The field of teleradiology has matured over the past 30 years, transitioning from a convenient basic service into what some facilities see as a necessary tool that enhances workflow, improves efficiency, and creates access to subspecialty capabilities unavailable in many healthcare environments.
Teleradiology's new paradigm not only offers significant clinical benefits, it addresses many of the serious economic realities of our times. The shortage of radiologists serves as a driving force for developing solutions that meet the image interpretation needs of radiology departments, freestanding imaging centers, and mobile imaging services providers.
Sophisticated and robust IT infrastructure serves as the core for advances that are now commonplace, rendering HIPAA compliance, data transfer including massive image files, and rapid report turnaround achievable. Meanwhile, redundancy, speed of transmission, and archiving are essential components of the equation as well.
Teleradiology firms have developed business models that address concerns such as licensure and credentialing and medicolegal issues, while increased subspecialty education offers clinical capabilities that rural hospitals and Native American health systems could only dream of providing in the past.
Teleradiology's growth has raised some hackles, however. There is particular sensitivity in ensuring that teleradiology firms do not compete for hospital contracts with the radiology groups they are seeking to assist. Most teleradiology companies these days recognize the need to address these potential concerns up front.
Teleradiology has moved into the mainstream of radiology practice, and it has achieved essential status for appropriate complex patient care. Given the aging population, the growing utilization of imaging, and the desire for excellence in image interpretation, the field can only be expected to grow in coming years.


Required work »
Below is a listing. Gather each line of it that contains "Sessions".
|---|
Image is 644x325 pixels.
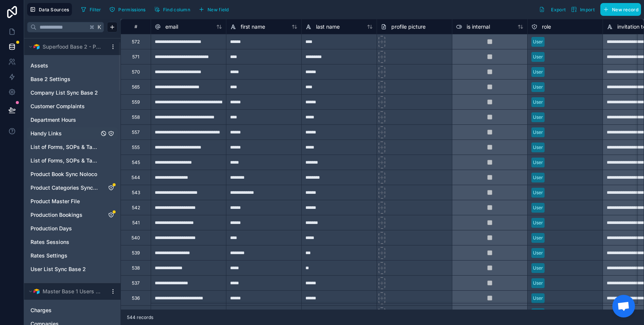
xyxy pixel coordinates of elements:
[612,295,635,317] div: Open chat
[89,7,101,13] span: Filter
[568,3,597,16] button: Import
[31,62,99,69] a: Assets
[78,3,104,15] button: Filter
[132,39,140,45] div: 572
[132,250,140,256] div: 539
[533,295,543,301] div: User
[31,252,99,259] a: Rates Settings
[27,87,117,99] div: Company List Sync Base 2
[31,75,71,83] span: Base 2 Settings
[118,7,145,13] span: Permissions
[31,197,99,205] a: Product Master File
[27,286,107,296] button: Airtable LogoMaster Base 1 Users Companies Synced Data
[107,3,151,15] a: Permissions
[542,23,551,31] span: role
[107,3,148,15] button: Permissions
[27,141,117,153] div: List of Forms, SOPs & Tasks [Master]
[27,182,117,194] div: Product Categories Sync Noloco
[39,7,69,13] span: Data Sources
[131,235,140,240] div: 540
[467,23,490,31] span: is internal
[31,171,97,178] span: Product Book Sync Noloco
[31,62,48,69] span: Assets
[27,195,117,207] div: Product Master File
[27,154,117,166] div: List of Forms, SOPs & Tasks [Versions]
[31,116,99,124] a: Department Hours
[34,288,40,294] img: Airtable Logo
[27,73,117,85] div: Base 2 Settings
[132,219,140,226] div: 541
[132,69,140,75] div: 570
[31,129,61,137] span: Handy Links
[31,211,82,219] span: Production Bookings
[580,7,594,13] span: Import
[27,263,117,275] div: User List Sync Base 2
[27,304,117,316] div: Charges
[166,23,178,31] span: email
[533,129,543,136] div: User
[127,315,153,320] span: 544 records
[31,143,99,151] a: List of Forms, SOPs & Tasks [Master]
[533,189,543,196] div: User
[533,144,543,151] div: User
[27,209,117,221] div: Production Bookings
[27,236,117,248] div: Rates Sessions
[43,43,103,50] span: Superfood Base 2 - PMF SOPS Production
[131,175,140,180] div: 544
[34,44,40,50] img: Airtable Logo
[31,265,99,273] a: User List Sync Base 2
[31,238,69,245] span: Rates Sessions
[27,222,117,234] div: Production Days
[533,219,543,226] div: User
[536,3,568,16] button: Export
[27,250,117,261] div: Rates Settings
[316,23,339,31] span: last name
[533,99,543,106] div: User
[27,100,117,113] div: Customer Complaints
[600,3,641,16] button: New record
[31,116,76,124] span: Department Hours
[533,204,543,211] div: User
[132,295,140,301] div: 536
[27,41,107,52] button: Airtable LogoSuperfood Base 2 - PMF SOPS Production
[31,89,98,96] span: Company List Sync Base 2
[31,129,99,137] a: Handy Links
[391,23,425,31] span: profile picture
[533,250,543,257] div: User
[533,54,543,60] div: User
[132,159,140,166] div: 545
[27,3,72,16] button: Data Sources
[43,287,103,295] span: Master Base 1 Users Companies Synced Data
[132,84,140,90] div: 565
[533,84,543,90] div: User
[533,280,543,287] div: User
[27,168,117,180] div: Product Book Sync Noloco
[163,7,190,13] span: Find column
[207,7,229,13] span: New field
[31,252,67,259] span: Rates Settings
[533,38,543,45] div: User
[533,174,543,181] div: User
[31,197,80,205] span: Product Master File
[126,24,145,29] div: #
[97,24,102,30] span: K
[132,99,140,105] div: 559
[31,103,99,110] a: Customer Complaints
[31,89,99,96] a: Company List Sync Base 2
[533,234,543,241] div: User
[31,306,99,314] a: Charges
[132,54,139,60] div: 571
[31,157,99,164] a: List of Forms, SOPs & Tasks [Versions]
[533,114,543,120] div: User
[31,75,99,83] a: Base 2 Settings
[31,184,99,192] a: Product Categories Sync Noloco
[31,211,99,219] a: Production Bookings
[132,265,140,271] div: 538
[196,3,232,15] button: New field
[31,224,99,232] a: Production Days
[533,159,543,166] div: User
[533,68,543,75] div: User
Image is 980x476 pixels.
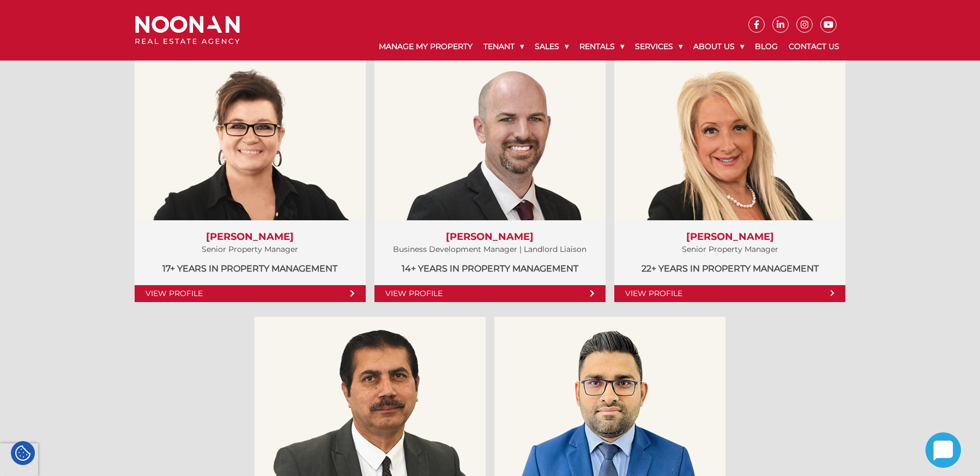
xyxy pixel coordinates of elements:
[573,32,629,60] a: Rentals
[629,32,687,60] a: Services
[145,261,355,275] p: 17+ years in Property Management
[385,261,595,275] p: 14+ years in Property Management
[625,261,835,275] p: 22+ years in Property Management
[373,32,478,60] a: Manage My Property
[385,231,595,243] h3: [PERSON_NAME]
[135,16,240,44] img: Noonan Real Estate Agency
[687,32,749,60] a: About Us
[134,285,366,302] a: View Profile
[625,243,835,256] p: Senior Property Manager
[11,441,35,465] div: Cookie Settings
[529,32,573,60] a: Sales
[614,285,845,302] a: View Profile
[625,231,835,243] h3: [PERSON_NAME]
[374,285,606,302] a: View Profile
[478,32,529,60] a: Tenant
[783,32,845,60] a: Contact Us
[145,231,355,243] h3: [PERSON_NAME]
[385,243,595,256] p: Business Development Manager | Landlord Liaison
[749,32,783,60] a: Blog
[145,243,355,256] p: Senior Property Manager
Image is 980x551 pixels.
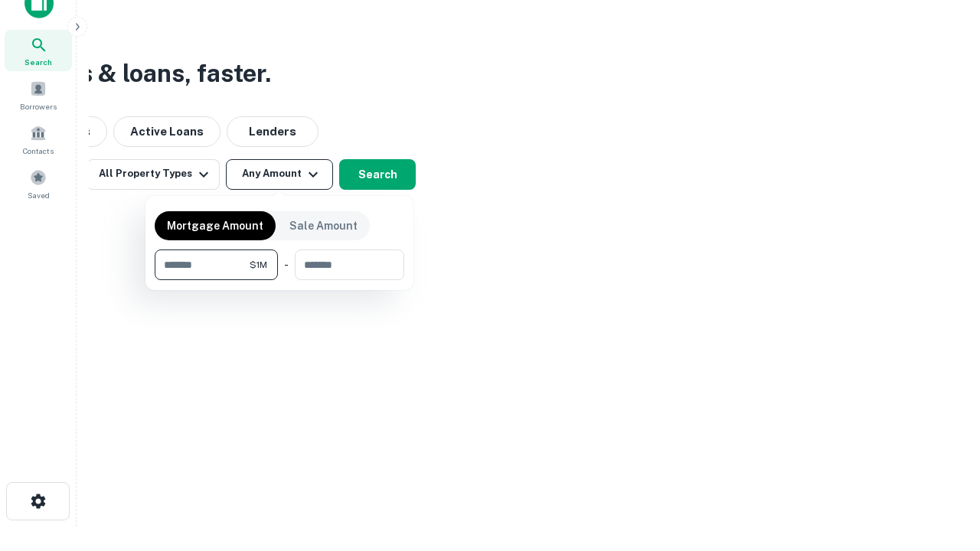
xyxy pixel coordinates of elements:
[289,218,357,235] p: Sale Amount
[903,429,980,502] iframe: Chat Widget
[167,218,264,235] p: Mortgage Amount
[284,250,288,281] div: -
[250,258,267,272] span: $1M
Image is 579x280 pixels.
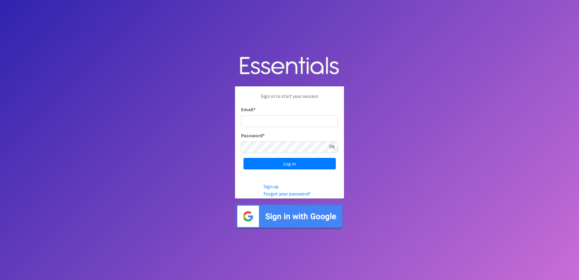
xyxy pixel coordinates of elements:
[253,106,255,112] abbr: required
[241,106,255,113] label: Email
[241,132,265,139] label: Password
[262,132,265,138] abbr: required
[263,190,311,196] a: Forgot your password?
[235,203,344,229] img: Sign in with Google
[243,158,336,169] input: Log in
[263,183,278,189] a: Sign up
[235,51,344,82] img: Human Essentials
[241,92,338,106] p: Sign in to start your session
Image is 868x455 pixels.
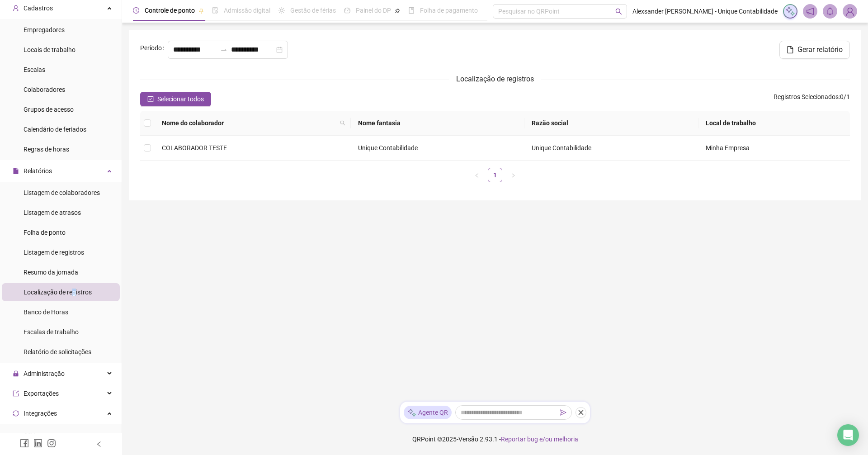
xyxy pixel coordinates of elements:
span: Versão [458,435,478,443]
span: to [220,46,227,53]
span: Colaboradores [24,86,65,93]
span: Empregadores [24,26,65,33]
span: send [560,410,567,415]
span: Reportar bug e/ou melhoria [501,435,579,443]
span: Gestão de férias [290,7,336,14]
span: Relatórios [24,167,52,174]
span: COLABORADOR TESTE [162,144,227,152]
span: Admissão digital [224,7,270,14]
th: Local de trabalho [699,111,850,136]
span: bell [826,7,834,16]
span: Controle de ponto [145,7,195,14]
span: Listagem de colaboradores [24,189,100,196]
span: facebook [20,439,29,448]
span: file [786,46,794,53]
span: Administração [24,370,65,377]
span: : 0 / 1 [774,92,850,106]
span: search [338,117,347,130]
img: 95136 [843,5,857,18]
span: file-done [212,7,218,13]
span: Grupos de acesso [24,106,73,113]
span: linkedin [33,439,42,448]
span: Escalas [24,66,45,74]
button: Gerar relatório [780,41,850,59]
span: clock-circle [133,7,139,13]
span: Gerar relatório [798,45,843,55]
td: Minha Empresa [699,136,850,160]
li: Próxima página [506,168,521,182]
li: 1 [488,168,502,182]
span: notification [806,7,815,16]
span: Folha de pagamento [420,7,478,14]
span: Cadastros [24,5,53,11]
span: Regras de horas [24,145,69,153]
span: Locais de trabalho [24,46,76,53]
span: Registros Selecionados [774,93,839,100]
span: check-square [148,96,154,102]
span: sync [13,410,19,417]
span: dashboard [344,7,350,13]
th: Nome fantasia [351,111,525,136]
span: Localização de registros [24,288,92,296]
img: sparkle-icon.fc2bf0ac1784a2077858766a79e2daf3.svg [408,408,416,418]
span: book [408,7,415,13]
span: close [578,410,584,415]
span: right [510,173,516,178]
td: Unique Contabilidade [525,136,699,160]
span: Exportações [24,390,59,397]
a: 1 [489,168,502,182]
span: CSV [24,431,35,439]
span: Listagem de registros [24,249,84,256]
td: Unique Contabilidade [351,136,525,160]
span: Alexsander [PERSON_NAME] - Unique Contabilidade [633,6,778,16]
span: search [615,9,622,15]
div: Open Intercom Messenger [838,425,859,446]
span: Integrações [24,410,57,417]
span: Período [140,43,162,53]
span: Banco de Horas [24,309,68,316]
span: user-add [13,5,19,11]
button: right [506,168,521,182]
span: Selecionar todos [157,94,204,104]
span: Escalas de trabalho [24,329,79,336]
span: Resumo da jornada [24,268,78,276]
button: Selecionar todos [140,92,211,106]
span: Nome do colaborador [162,118,336,128]
span: Painel do DP [356,7,391,14]
footer: QRPoint © 2025 - 2.93.1 - [122,423,868,455]
span: Listagem de atrasos [24,209,81,216]
span: Localização de registros [456,75,534,83]
span: pushpin [199,9,204,13]
span: left [96,441,102,447]
div: Agente QR [404,406,452,419]
li: Página anterior [470,168,485,182]
th: Razão social [525,111,699,136]
span: sun [278,7,285,13]
span: left [474,173,480,178]
span: Relatório de solicitações [24,348,91,355]
span: Calendário de feriados [24,126,86,133]
span: Folha de ponto [24,229,65,236]
span: export [13,391,19,396]
span: lock [13,371,19,376]
span: pushpin [395,9,400,13]
img: sparkle-icon.fc2bf0ac1784a2077858766a79e2daf3.svg [785,6,795,16]
button: left [470,168,485,182]
span: instagram [46,439,56,448]
span: search [340,120,345,126]
span: file [13,168,19,174]
span: swap-right [220,46,227,53]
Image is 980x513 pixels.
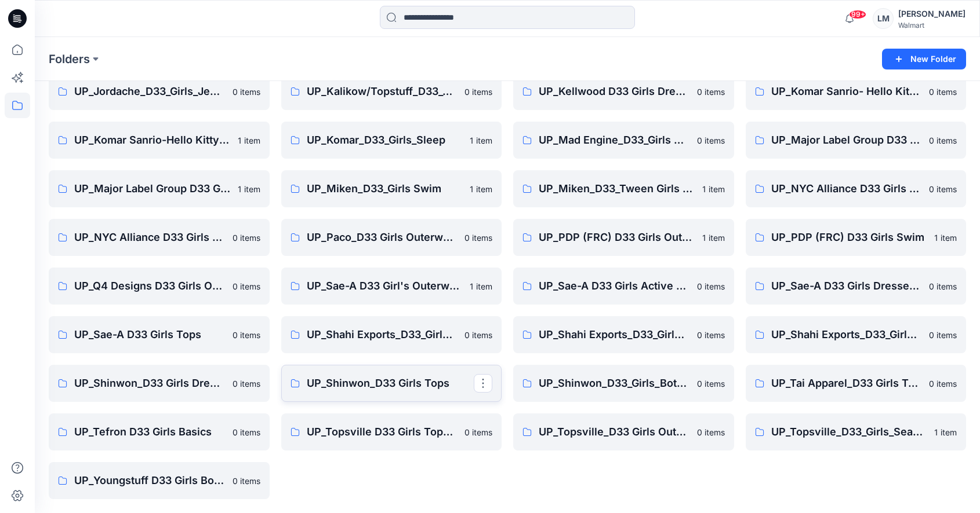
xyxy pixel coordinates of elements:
p: 0 items [464,426,492,439]
p: UP_Shahi Exports_D33_Girls Bottoms [306,326,458,343]
p: 0 items [929,329,957,341]
a: UP_Major Label Group D33 Girls Bottoms0 items [746,122,967,159]
p: UP_Topsville_D33_Girls_Seasonal Events [771,424,928,440]
a: UP_Q4 Designs D33 Girls Outerwear0 items [48,268,270,305]
a: UP_Sae-A D33 Girls Active & Bottoms0 items [513,268,734,305]
p: 0 items [929,378,957,390]
p: 0 items [929,280,957,293]
a: UP_Paco_D33 Girls Outerwear0 items [281,219,503,256]
a: UP_Sae-A D33 Girls Dresses & Sets0 items [746,268,967,305]
a: UP_Mad Engine_D33_Girls Tops0 items [513,122,734,159]
a: UP_NYC Alliance D33 Girls Tops & Sweaters0 items [48,219,270,256]
p: UP_Komar Sanrio-Hello Kitty D33 Girls Sleep [74,132,231,148]
a: UP_Shinwon_D33 Girls Dresses0 items [48,365,270,402]
a: UP_Shinwon_D33_Girls_Bottoms & Active0 items [513,365,734,402]
p: UP_Topsville_D33 Girls Outerwear [538,424,690,440]
p: 0 items [233,280,260,293]
p: UP_PDP (FRC) D33 Girls Swim [771,230,928,246]
a: UP_Komar Sanrio- Hello Kitty D26 TG Sleep0 items [746,73,967,110]
p: 1 item [934,426,957,439]
p: 1 item [238,134,260,147]
p: UP_Tai Apparel_D33 Girls Tops [771,376,922,392]
p: UP_Komar Sanrio- Hello Kitty D26 TG Sleep [771,84,922,100]
p: 0 items [697,329,724,341]
p: UP_Sae-A D33 Girl's Outerwear [306,278,463,294]
a: UP_Tai Apparel_D33 Girls Tops0 items [746,365,967,402]
a: UP_Topsville_D33_Girls_Seasonal Events1 item [746,414,967,451]
p: 1 item [238,183,260,195]
a: UP_PDP (FRC) D33 Girls Outerwear1 item [513,219,734,256]
p: UP_Q4 Designs D33 Girls Outerwear [74,278,226,294]
p: 0 items [697,378,724,390]
a: UP_Major Label Group D33 Girls Tops1 item [48,170,270,208]
a: Folders [48,51,90,67]
p: 0 items [233,232,260,244]
p: UP_Major Label Group D33 Girls Tops [74,180,231,197]
a: UP_Komar_D33_Girls_Sleep1 item [281,122,503,159]
a: UP_Komar Sanrio-Hello Kitty D33 Girls Sleep1 item [48,122,270,159]
p: UP_NYC Alliance D33 Girls Tops & Sweaters [74,230,226,246]
a: UP_Kalikow/Topstuff_D33_Girls Dresses0 items [281,73,503,110]
a: UP_PDP (FRC) D33 Girls Swim1 item [746,219,967,256]
p: UP_Sae-A D33 Girls Active & Bottoms [538,278,690,294]
p: UP_Miken_D33_Tween Girls Swim [538,180,696,197]
p: 0 items [233,329,260,341]
p: UP_PDP (FRC) D33 Girls Outerwear [538,230,696,246]
a: UP_Jordache_D33_Girls_Jeans0 items [48,73,270,110]
p: 0 items [464,232,492,244]
p: UP_Shinwon_D33_Girls_Bottoms & Active [538,376,690,392]
p: 0 items [233,86,260,98]
p: UP_Miken_D33_Girls Swim [306,180,463,197]
p: UP_Sae-A D33 Girls Dresses & Sets [771,278,922,294]
p: UP_Kellwood D33 Girls Dresses & TWEEN [538,84,690,100]
a: UP_Shahi Exports_D33_Girls Tops0 items [746,316,967,354]
p: 0 items [697,280,724,293]
p: 0 items [697,426,724,439]
p: 1 item [470,183,492,195]
button: New Folder [882,48,966,69]
p: UP_Major Label Group D33 Girls Bottoms [771,132,922,148]
a: UP_Sae-A D33 Girl's Outerwear1 item [281,268,503,305]
a: UP_Shinwon_D33 Girls Tops [281,365,503,402]
p: 0 items [929,134,957,147]
span: 99+ [849,10,866,19]
p: 0 items [233,426,260,439]
div: [PERSON_NAME] [898,7,965,21]
p: 0 items [464,86,492,98]
p: 0 items [697,134,724,147]
p: 0 items [929,86,957,98]
p: UP_Jordache_D33_Girls_Jeans [74,84,226,100]
p: UP_Topsville D33 Girls Tops & Bottoms [306,424,458,440]
a: UP_Topsville D33 Girls Tops & Bottoms0 items [281,414,503,451]
p: 1 item [703,232,724,244]
p: UP_Sae-A D33 Girls Tops [74,326,226,343]
p: 0 items [697,86,724,98]
p: UP_Shinwon_D33 Girls Tops [306,376,474,392]
a: UP_Youngstuff D33 Girls Bottoms0 items [48,462,270,500]
a: UP_Kellwood D33 Girls Dresses & TWEEN0 items [513,73,734,110]
p: 0 items [233,475,260,487]
div: LM [873,8,893,29]
p: UP_Mad Engine_D33_Girls Tops [538,132,690,148]
p: UP_Paco_D33 Girls Outerwear [306,230,458,246]
p: UP_Shinwon_D33 Girls Dresses [74,376,226,392]
a: UP_NYC Alliance D33 Girls Knit/Woven Tops0 items [746,170,967,208]
p: 1 item [470,134,492,147]
p: 0 items [233,378,260,390]
p: UP_Kalikow/Topstuff_D33_Girls Dresses [306,84,458,100]
p: UP_Shahi Exports_D33_Girls Tops [771,326,922,343]
a: UP_Miken_D33_Tween Girls Swim1 item [513,170,734,208]
a: UP_Shahi Exports_D33_Girls Bottoms0 items [281,316,503,354]
a: UP_Miken_D33_Girls Swim1 item [281,170,503,208]
div: Walmart [898,21,965,30]
a: UP_Topsville_D33 Girls Outerwear0 items [513,414,734,451]
a: UP_Shahi Exports_D33_Girls Dresses0 items [513,316,734,354]
p: UP_Tefron D33 Girls Basics [74,424,226,440]
a: UP_Sae-A D33 Girls Tops0 items [48,316,270,354]
p: 1 item [470,280,492,293]
p: UP_Komar_D33_Girls_Sleep [306,132,463,148]
p: UP_Shahi Exports_D33_Girls Dresses [538,326,690,343]
p: 1 item [934,232,957,244]
p: UP_NYC Alliance D33 Girls Knit/Woven Tops [771,180,922,197]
|---|
Exercise response »
[27,236,117,248] div: Rates Sessions
[31,238,69,245] span: Rates Sessions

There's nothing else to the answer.